E.g. in Pin::get_unchecked_mut docs

You must guarantee that you will never move the data out of the mutable reference you receive when you call this function, so that the invariants on the Pin type can be upheld.

or Pin:new_unchecked

A value, once pinned, must remain pinned forever (unless its type implements Unpin).

are safety requirements that only apply in the general case.

The picture becomes clearer when structural pinning is considered, which demonstrates that every type/struct can essentially free decide on its own which fields it considers pinned and which once it doesn’t. A type with some fields structurally pinned will be !Unpin, but this does not mean that none of the fields’ memory can move, the not structurally pinned ones can move freely. And if none of your struct’s fields are structurally pinned, but you still decide not to implement Unpin, than you as the struct’s author are still free to write unsafe code that acts as if the type was implementing Unpin; after all you could’ve (safely) implemented Unpin anyways. In this context, playing around with safe structural pinning using the pin-project crate can also be educational.

I would say that Pin::<P<T>>::new_unchecked(p) does pin a T: !Unpin in memory insofar as safe Rust is concerned. Using safe/sound Rust, it's impossible to move the pointed-to value of type T afterwards.

With unsafe Rust, it's always possible to do anything (and even cause UB).


I guess you can provide projections or other safe (and sound!) methods which allow you to move some (or all) of the data, particularly those where it doesn't cause problems. So if I claim that Pin::<P<T>>::new_unchecked(p) does pin a T: !Unpin, then it would mean it's also possible to reverse this using unsafe Rust (or projections).

(But I'm not sure at all if I get things right now.)

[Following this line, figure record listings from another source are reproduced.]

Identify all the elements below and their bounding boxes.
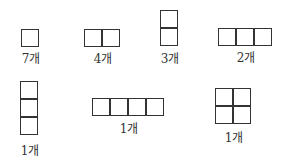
tromino-vertical-count-label: 1개 — [21, 145, 40, 157]
domino-horizontal-count-label: 4개 — [94, 53, 113, 65]
grid-cell — [160, 10, 178, 28]
tromino-vertical-shape — [21, 82, 39, 136]
grid-cell — [236, 28, 254, 46]
square-2x2-count-label: 1개 — [225, 132, 244, 144]
grid-cell — [146, 98, 164, 116]
grid-cell — [233, 88, 251, 106]
grid-cell — [160, 28, 178, 46]
grid-cell — [20, 99, 38, 117]
square-2x2-shape — [216, 89, 252, 125]
grid-cell — [128, 98, 146, 116]
grid-cell — [215, 106, 233, 124]
grid-cell — [110, 98, 128, 116]
grid-cell — [254, 28, 272, 46]
tetromino-horizontal-shape — [93, 99, 165, 117]
grid-cell — [20, 117, 38, 135]
grid-cell — [84, 29, 102, 47]
tromino-horizontal-shape — [219, 29, 273, 47]
grid-cell — [20, 81, 38, 99]
domino-vertical-shape — [161, 11, 179, 47]
grid-cell — [215, 88, 233, 106]
grid-cell — [233, 106, 251, 124]
grid-cell — [21, 29, 39, 47]
grid-cell — [218, 28, 236, 46]
domino-horizontal-shape — [85, 30, 121, 48]
grid-cell — [92, 98, 110, 116]
grid-cell — [102, 29, 120, 47]
single-square-shape — [22, 30, 40, 48]
tetromino-horizontal-count-label: 1개 — [120, 123, 139, 135]
domino-vertical-count-label: 3개 — [161, 53, 180, 65]
tromino-horizontal-count-label: 2개 — [237, 52, 256, 64]
single-square-count-label: 7개 — [22, 53, 41, 65]
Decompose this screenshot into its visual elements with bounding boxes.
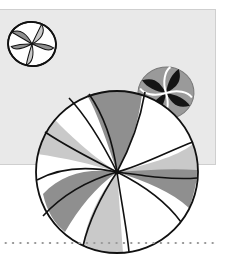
peppermint-illustration — [0, 0, 225, 254]
large-candy — [36, 91, 198, 253]
small-candy-top-left — [5, 18, 60, 70]
dotted-divider — [2, 241, 216, 245]
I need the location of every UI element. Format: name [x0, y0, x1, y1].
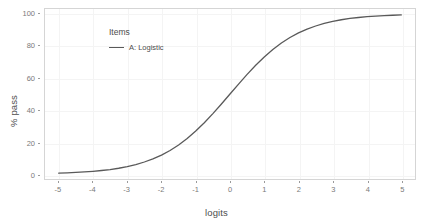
x-tick-label: 2 — [297, 185, 301, 194]
chart-container: 020406080100 % pass Items A: Logistic -5… — [0, 0, 433, 222]
y-axis: 020406080100 — [22, 8, 40, 180]
x-tick-label: -1 — [192, 185, 199, 194]
x-tick-mark — [333, 181, 334, 183]
x-tick-mark — [161, 181, 162, 183]
x-tick-label: -5 — [54, 185, 61, 194]
legend-item[interactable]: A: Logistic — [109, 43, 164, 52]
x-tick-label: 3 — [331, 185, 335, 194]
x-tick-mark — [196, 181, 197, 183]
x-axis: -5-4-3-2-1012345 — [44, 181, 416, 195]
x-tick-mark — [402, 181, 403, 183]
x-tick-mark — [264, 181, 265, 183]
x-tick-mark — [127, 181, 128, 183]
y-tick-mark — [38, 13, 40, 14]
x-tick-mark — [92, 181, 93, 183]
y-tick-label: 20 — [27, 138, 35, 147]
y-tick-label: 60 — [27, 73, 35, 82]
x-tick-label: 5 — [400, 185, 404, 194]
y-tick-mark — [38, 110, 40, 111]
x-tick-label: -3 — [123, 185, 130, 194]
y-tick-mark — [38, 143, 40, 144]
series-line-layer — [45, 9, 415, 179]
y-tick-mark — [38, 175, 40, 176]
x-tick-mark — [58, 181, 59, 183]
y-tick-mark — [38, 45, 40, 46]
legend-title: Items — [109, 27, 164, 37]
x-tick-label: 1 — [262, 185, 266, 194]
x-tick-label: -2 — [158, 185, 165, 194]
y-tick-label: 100 — [22, 8, 35, 17]
plot-panel: Items A: Logistic — [44, 8, 416, 180]
legend: Items A: Logistic — [109, 27, 164, 52]
x-tick-label: 4 — [366, 185, 370, 194]
legend-key-line — [109, 47, 124, 49]
x-tick-mark — [368, 181, 369, 183]
x-tick-mark — [230, 181, 231, 183]
x-tick-label: 0 — [228, 185, 232, 194]
y-tick-label: 40 — [27, 106, 35, 115]
y-axis-title: % pass — [8, 81, 19, 141]
x-tick-label: -4 — [89, 185, 96, 194]
legend-item-label: A: Logistic — [129, 43, 164, 52]
y-tick-label: 80 — [27, 41, 35, 50]
x-axis-title: logits — [0, 207, 433, 218]
y-tick-mark — [38, 78, 40, 79]
y-tick-label: 0 — [31, 171, 35, 180]
x-tick-mark — [299, 181, 300, 183]
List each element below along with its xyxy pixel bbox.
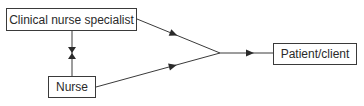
node-nurse: Nurse bbox=[48, 76, 96, 98]
arrow-right-icon bbox=[168, 62, 178, 71]
node-patient-client: Patient/client bbox=[273, 43, 357, 65]
arrow-down-icon bbox=[68, 47, 76, 53]
node-label: Patient/client bbox=[281, 47, 350, 61]
arrow-right-icon bbox=[169, 29, 179, 39]
nurse-to-merge-line bbox=[96, 53, 220, 87]
node-label: Clinical nurse specialist bbox=[9, 13, 134, 27]
arrow-up-icon bbox=[68, 53, 76, 59]
node-clinical-nurse-specialist: Clinical nurse specialist bbox=[6, 8, 137, 31]
arrow-right-icon bbox=[246, 50, 254, 57]
node-label: Nurse bbox=[56, 80, 88, 94]
cns-to-merge-line bbox=[137, 19, 220, 53]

You can define a type safely (using helper crates) and soundly that is !Unpin but doesn’t really get pinned anyways. Here’s a demo

use bytemuck::TransparentWrapper;
use pin_project::pin_project;
use core::marker::PhantomPinned;

use std::marker::PhantomData;
use std::pin::Pin;

#[derive(TransparentWrapper)]
#[repr(transparent)]
#[pin_project]
#[transparent(T)]
struct Weird<T>(T, #[pin] PhantomPinned);

fn it_really_aint_unpin<T: Unpin /* even with T: Unpin */>() {
    fn test_unpin(_: impl Unpin) {}
    // uncomment to “do” the test
    // test_unpin(PhantomData::<Weird<T>>); // compilation failure
}

fn this_works<T>(x: Pin<&mut Weird<T>>) -> &mut Weird<T> {
    Weird::wrap_mut(x.project().0)
}

run online


But all this example is showing is that when you define your own type and make it unnecessarily a !Unpin type, it can be soundly possible for you, the implementor to act as-if the type was Unpin after all.

I don't fully understand that example, and I don't know where wrap_mut comes from, but I guess it's only possible because the PhantomPinned value can be created/copied/doesn't really exist.

Right. There are crates that allow the casting that #[repr(transparent)] promises is safe, in this case from &mut T to &mut Weird<T>. Probably the best crate for that is ref_cast - Rust; I just used the first I could think of (bytemuck) instead, but the result should be equivalent.